As you know, this code is written in the tutorials. This comment is just for somebody who read this issue and stack at the step of retrieving the top genes, like me. |
Hi there, |
@MagpiePKU, @yunkaizhang, @WT215 #456 was recently opened. Let's discuss the issue there since it is not related to the original issuer here. |
Hi, I have solved this. Use the Scvelo calculated UMAP and PCA values, and not the ones from coming from Seurat. Like: ... #...after the import of data and the libraries: #And then... B.r., |
This preprint from 2 days ago by Pachterlab mentions the issue of inverted velocities: |
Hello, @paulitikka Thank you for your input on this issue. I have tried to use your code in my analysis. It did not help me rectify my issue with the velocity embedding graph generated with dynamical scvelo mode analysis. It shows the opposite of the stochastic mode of scvelo. I find stochastic mode is better at analyzing RNA velocity than the dynamical, especially in my data. I may be wrong but I am not sure. I am a little bit perplexed to explain this issue to reviewers for publication. please let me know your view on this. Regards, MAD. |
I just found a paper where the authors ran into the issue of inverted pseudotime directionality, identified culprit genes, and removed them in order to resolve the inversion. Hopefully this is relevant/helpful. Paper: Coordinated changes in gene expression kinetics underlie both mouse and human erythroid maturation. |
@Matthew1309, the issue is a conceptual one.
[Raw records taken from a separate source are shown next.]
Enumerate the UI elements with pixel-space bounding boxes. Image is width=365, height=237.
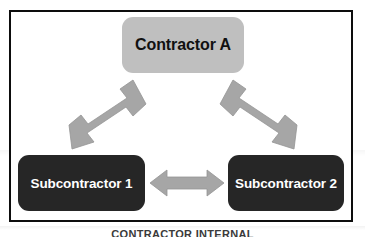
node-contractor-a: Contractor A xyxy=(122,17,244,73)
diagram-caption: CONTRACTOR INTERNAL xyxy=(0,228,365,237)
node-subcontractor-1-label: Subcontractor 1 xyxy=(30,176,132,191)
node-contractor-a-label: Contractor A xyxy=(135,36,231,54)
node-subcontractor-1: Subcontractor 1 xyxy=(18,155,145,211)
node-subcontractor-2-label: Subcontractor 2 xyxy=(235,176,337,191)
node-subcontractor-2: Subcontractor 2 xyxy=(228,155,344,211)
diagram-canvas: Contractor A Subcontractor 1 Subcontract… xyxy=(0,0,365,237)
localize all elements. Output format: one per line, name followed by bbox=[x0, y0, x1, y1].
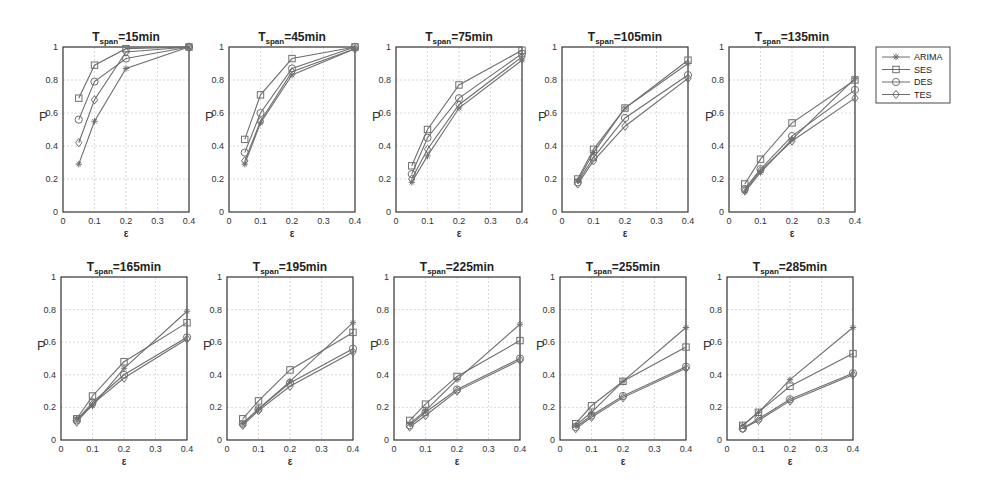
x-tick-label: 0.2 bbox=[617, 444, 630, 454]
y-tick-label: 1 bbox=[552, 42, 557, 52]
series-tes bbox=[575, 74, 692, 188]
y-tick-label: 0.2 bbox=[45, 174, 58, 184]
y-tick-label: 0.4 bbox=[709, 370, 722, 380]
y-tick-label: 0 bbox=[217, 435, 222, 445]
figure-grid: 00.10.20.30.400.20.40.60.81PεTspan=15min… bbox=[0, 0, 991, 495]
y-tick-label: 0.4 bbox=[43, 370, 56, 380]
y-tick-label: 0.8 bbox=[709, 305, 722, 315]
subplot-title: Tspan=135min bbox=[755, 30, 829, 46]
y-tick-label: 0.2 bbox=[209, 402, 222, 412]
series-arima bbox=[575, 60, 692, 184]
y-tick-label: 0 bbox=[552, 207, 557, 217]
series-line bbox=[77, 311, 187, 419]
series-des bbox=[572, 363, 689, 431]
series-arima bbox=[242, 45, 359, 167]
y-tick-label: 0.2 bbox=[709, 402, 722, 412]
x-tick-label: 0.2 bbox=[619, 216, 632, 226]
series-arima bbox=[407, 321, 524, 427]
y-tick-label: 0.8 bbox=[376, 305, 389, 315]
x-tick-label: 0.2 bbox=[286, 216, 299, 226]
y-tick-label: 1 bbox=[719, 42, 724, 52]
series-line bbox=[410, 360, 520, 427]
x-axis-label: ε bbox=[788, 456, 793, 467]
series-des bbox=[741, 86, 858, 192]
x-axis-label: ε bbox=[621, 456, 626, 467]
subplot-title: Tspan=75min bbox=[425, 30, 493, 46]
series-line bbox=[245, 47, 355, 139]
x-tick-label: 0 bbox=[60, 216, 65, 226]
y-axis-label: P bbox=[39, 109, 48, 124]
star-marker-icon bbox=[184, 308, 190, 314]
x-axis-label: ε bbox=[290, 228, 295, 239]
series-ses bbox=[740, 350, 857, 428]
series-line bbox=[79, 47, 189, 143]
subplot-5: 00.10.20.30.400.20.40.60.81PεTspan=135mi… bbox=[705, 30, 861, 239]
subplot-title: Tspan=195min bbox=[253, 260, 327, 276]
y-tick-label: 0.4 bbox=[45, 141, 58, 151]
y-tick-label: 0.4 bbox=[542, 370, 555, 380]
x-tick-label: 0.1 bbox=[421, 216, 434, 226]
y-tick-label: 0.4 bbox=[211, 141, 224, 151]
y-tick-label: 0.2 bbox=[542, 402, 555, 412]
x-tick-label: 0.2 bbox=[120, 216, 133, 226]
x-tick-label: 0 bbox=[391, 444, 396, 454]
y-axis-label: P bbox=[370, 338, 379, 353]
series-tes bbox=[742, 94, 859, 195]
y-tick-label: 0.4 bbox=[376, 370, 389, 380]
y-tick-label: 1 bbox=[717, 272, 722, 282]
subplot-title: Tspan=285min bbox=[753, 260, 827, 276]
series-line bbox=[745, 98, 855, 190]
x-tick-label: 0.4 bbox=[849, 216, 862, 226]
x-tick-label: 0.3 bbox=[317, 216, 330, 226]
y-tick-label: 0.8 bbox=[43, 305, 56, 315]
x-axis-label: ε bbox=[623, 228, 628, 239]
series-ses bbox=[409, 47, 526, 169]
y-axis-label: P bbox=[703, 338, 712, 353]
x-tick-label: 0.1 bbox=[86, 444, 99, 454]
star-marker-icon bbox=[123, 65, 129, 71]
x-tick-label: 0.1 bbox=[585, 444, 598, 454]
y-tick-label: 0.8 bbox=[209, 305, 222, 315]
star-marker-icon bbox=[91, 118, 97, 124]
y-tick-label: 1 bbox=[386, 42, 391, 52]
x-tick-label: 0.3 bbox=[149, 444, 162, 454]
series-line bbox=[79, 47, 189, 98]
y-tick-label: 0.2 bbox=[544, 174, 557, 184]
series-tes bbox=[242, 44, 359, 165]
legend-label: ARIMA bbox=[914, 52, 943, 62]
x-tick-label: 0 bbox=[557, 444, 562, 454]
series-arima bbox=[409, 57, 526, 186]
series-line bbox=[412, 60, 522, 182]
y-axis-label: P bbox=[705, 109, 714, 124]
subplot-1: 00.10.20.30.400.20.40.60.81PεTspan=15min bbox=[39, 30, 195, 239]
star-marker-icon bbox=[893, 54, 899, 60]
x-tick-label: 0.2 bbox=[784, 444, 797, 454]
x-tick-label: 0.4 bbox=[680, 444, 693, 454]
x-axis-label: ε bbox=[457, 228, 462, 239]
y-axis-label: P bbox=[372, 109, 381, 124]
x-tick-label: 0.1 bbox=[254, 216, 267, 226]
legend-label: TES bbox=[914, 90, 932, 100]
y-tick-label: 1 bbox=[384, 272, 389, 282]
y-axis-label: P bbox=[203, 338, 212, 353]
y-tick-label: 0.2 bbox=[43, 402, 56, 412]
subplot-3: 00.10.20.30.400.20.40.60.81PεTspan=75min bbox=[372, 30, 528, 239]
x-tick-label: 0.1 bbox=[752, 444, 765, 454]
x-tick-label: 0.3 bbox=[648, 444, 661, 454]
series-line bbox=[743, 375, 853, 429]
y-tick-label: 1 bbox=[51, 272, 56, 282]
x-tick-label: 0 bbox=[393, 216, 398, 226]
series-line bbox=[578, 78, 688, 184]
y-tick-label: 0 bbox=[550, 435, 555, 445]
y-axis-label: P bbox=[538, 109, 547, 124]
x-tick-label: 0 bbox=[226, 216, 231, 226]
subplot-7: 00.10.20.30.400.20.40.60.81PεTspan=195mi… bbox=[203, 260, 359, 467]
series-tes bbox=[74, 335, 191, 427]
y-tick-label: 0 bbox=[384, 435, 389, 445]
series-tes bbox=[240, 348, 357, 430]
x-tick-label: 0 bbox=[559, 216, 564, 226]
subplot-8: 00.10.20.30.400.20.40.60.81PεTspan=225mi… bbox=[370, 260, 526, 467]
x-tick-label: 0.1 bbox=[88, 216, 101, 226]
x-axis-label: ε bbox=[124, 228, 129, 239]
subplot-title: Tspan=45min bbox=[258, 30, 326, 46]
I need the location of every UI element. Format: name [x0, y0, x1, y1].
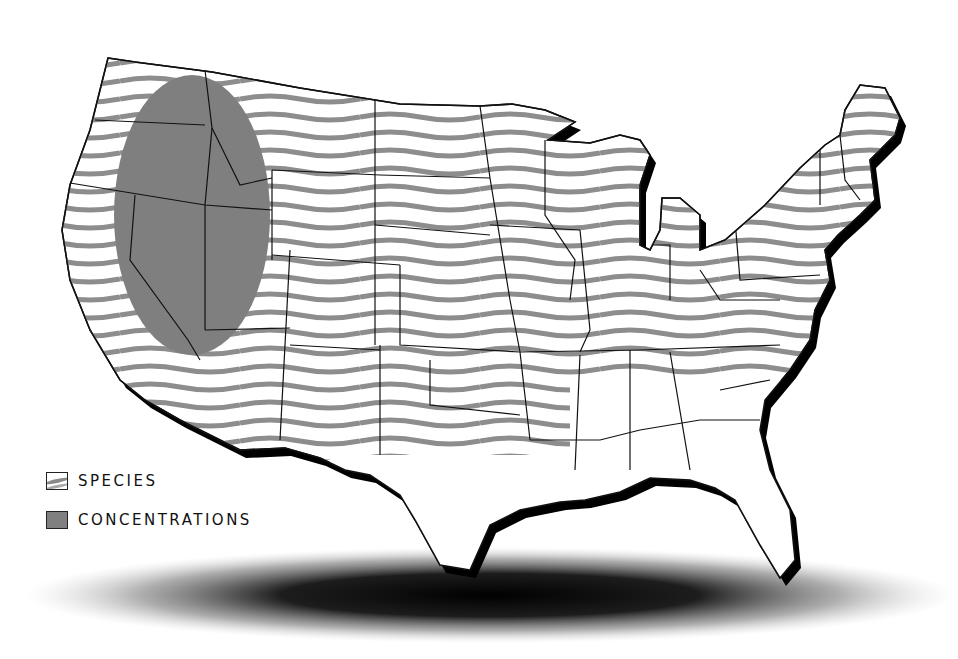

As discussed in the paper, the genes exhibiting a transcriptional burst are highly relevant for the overall process. Thus, you cannot simply ignore them. The goal is not to make arrows look good on a UMAP but recover correct Biology, IMO. See also here. |
After using scvelo on our data, I got the reverse direction trajectory compared to the other trajectory methods. Does it make sense to use -1 * (speed vector)?